This year’s winner of the Tower Hamlets Public Speaking competition for east London schools warned her audience about “machines taking over” in future.

Beatrice Green’s speech to an audience of professionals in the City of London on autonomous vehicles was about benefits that driverless cars could bring in reducing risk of road accidents and giving freedom to the elderly and disabled.

But the 15-year-old from St Paul’s Way Trust secondary in Bow Common warned: “Handing over our lives to machines perhaps removes what makes us human.”

She is the 20th winner of the annual contest organised by Tower Hamlets Education Business Partnership, held at Lloyd’s insurance in the City.

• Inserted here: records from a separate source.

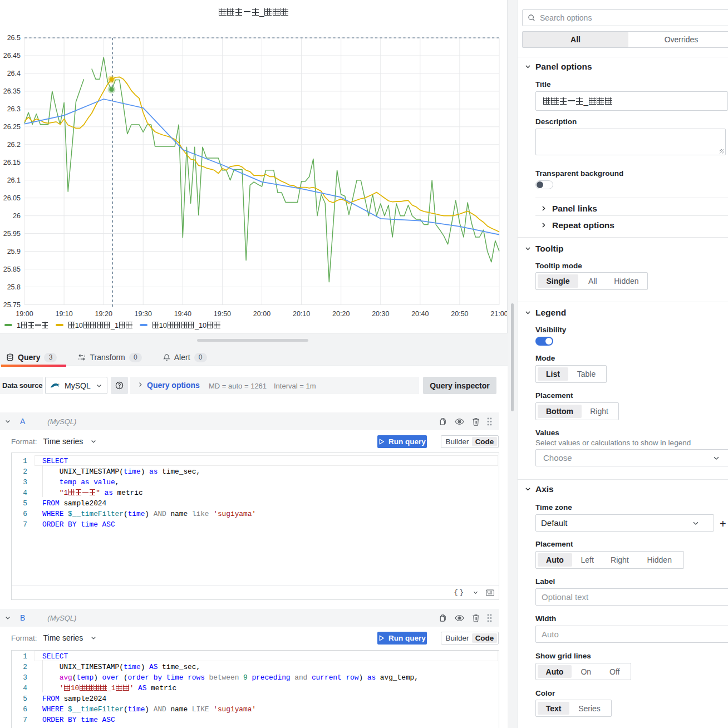 The width and height of the screenshot is (728, 728). What do you see at coordinates (14, 287) in the screenshot?
I see `svg-text: 25.8` at bounding box center [14, 287].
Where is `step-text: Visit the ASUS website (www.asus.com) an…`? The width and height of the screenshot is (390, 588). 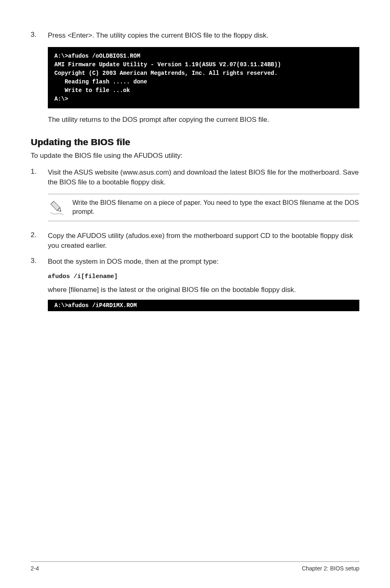 step-text: Visit the ASUS website (www.asus.com) an… is located at coordinates (204, 177).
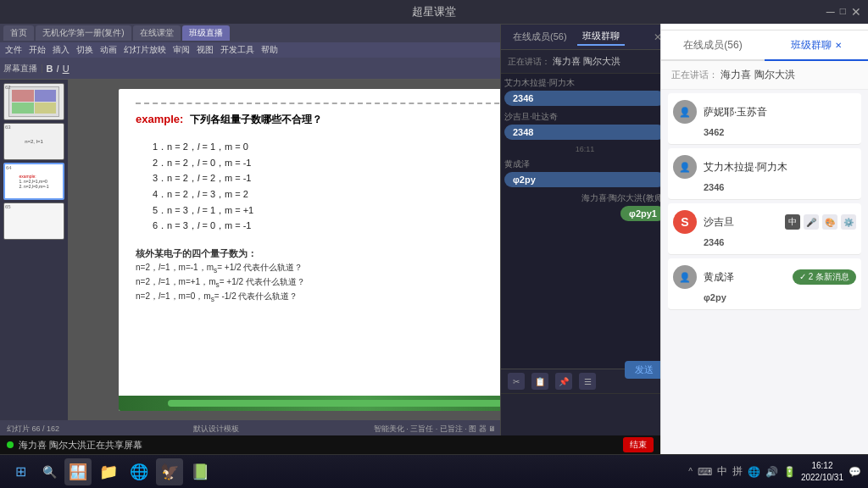 The width and height of the screenshot is (868, 488). What do you see at coordinates (585, 125) in the screenshot?
I see `chat-msg-2: 沙吉旦·吐达奇 2348` at bounding box center [585, 125].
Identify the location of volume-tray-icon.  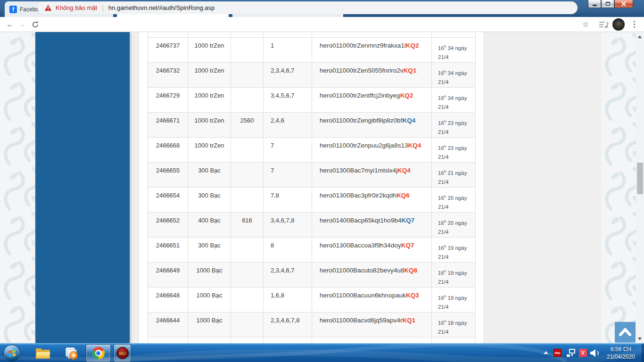
(595, 353).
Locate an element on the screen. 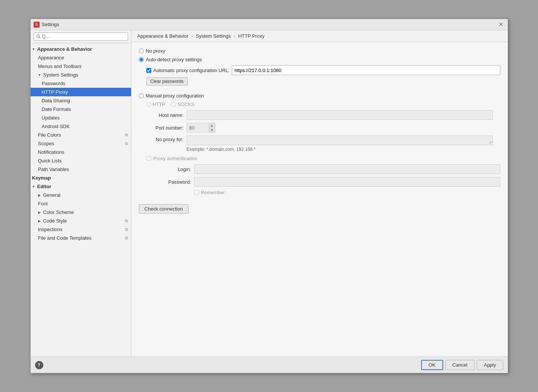  close-button: ✕ is located at coordinates (501, 25).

The contest attracted 250 students from 12 secondary schools.

Among the judges was the 2006 winner, Rabby Fozlay, who studied law at Oxford after leaving Whitechapel’s Swanlea School and went on to became a Denning Scholar at Lincoln’s Inn where he is applying for pupillage next month to become a barrister.

He said: “Winning this competition, the experience of taking part and the confidence it gave me helped my career.”

He told this year’s finalists about applying for a post as a legal assistant, finding himself up against smartly-dressed Oxford applicants and feeling he had no chance.

Then the interviewers asked if anyone had done any public speaking. He told them about winning the contest and got the place.

This year’s runner up was Nazia Islam from Bethnal Green’s Oaklands Secondary and third was Anika Noor from George Green’s Secondary on the Isle of Dogs, while Mahjabin Rahman from Poplar’s Langdon Park got the award for “most progress” between the first workshops and the competition final.